> **WORK ORDER**:
An exact copy is needed of the lines from the one that contains "This screenshot has" through the final line of the data below, with pictures left out.

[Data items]

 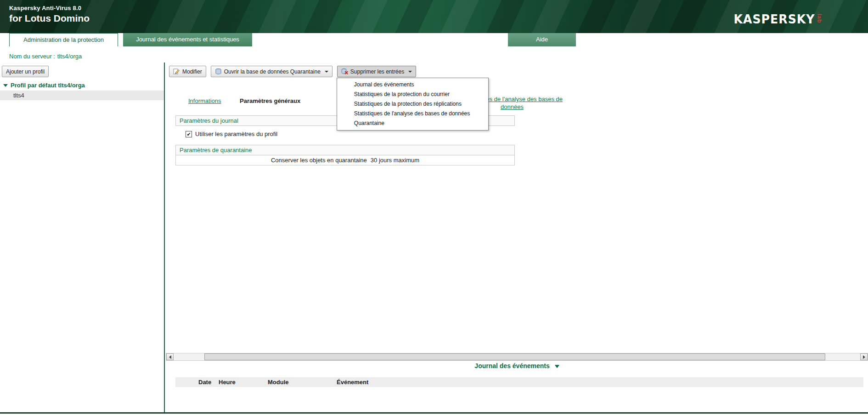 What do you see at coordinates (187, 40) in the screenshot?
I see `tab-journal-statistiques: Journal des événements et statistiques` at bounding box center [187, 40].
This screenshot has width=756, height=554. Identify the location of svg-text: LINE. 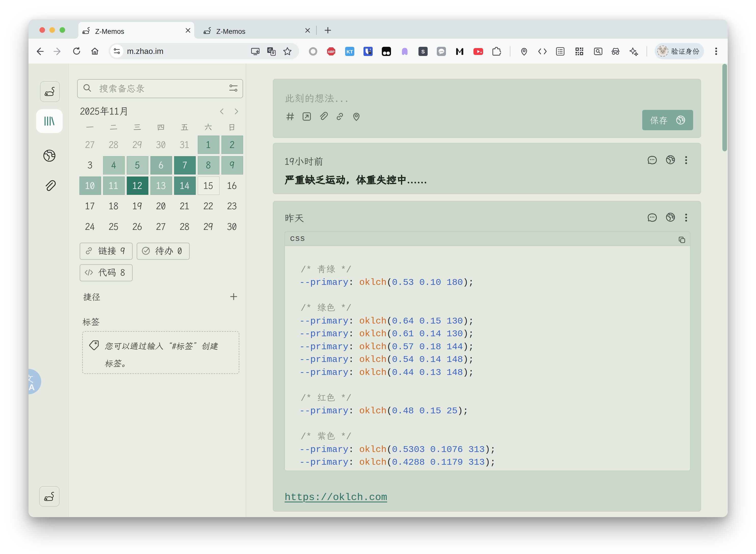
(441, 52).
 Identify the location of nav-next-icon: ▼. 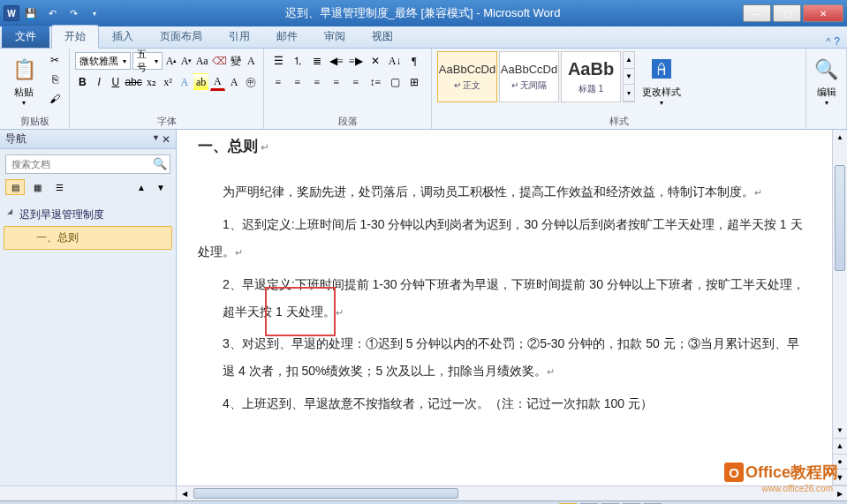
(161, 187).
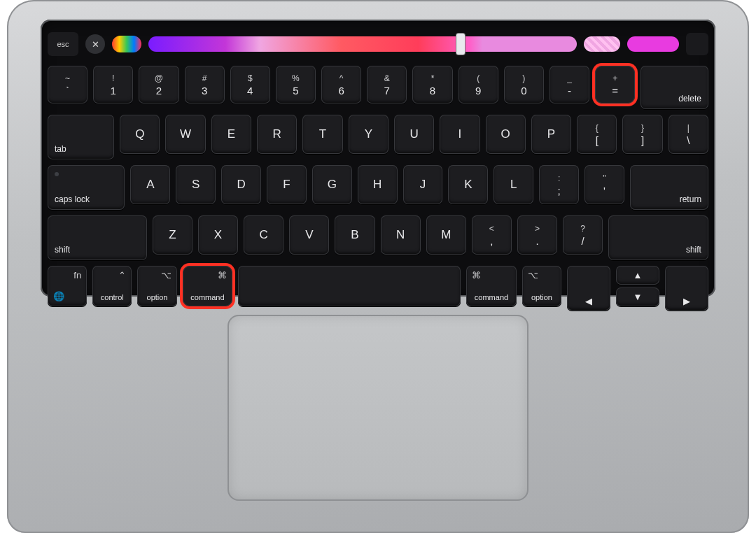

> **RESULT OF THE TASK**:
This screenshot has width=756, height=554. Identify the location of svg-text: LINE. 
(441, 52).
 Identify the location of nav-next-icon: ▼. 
(161, 187).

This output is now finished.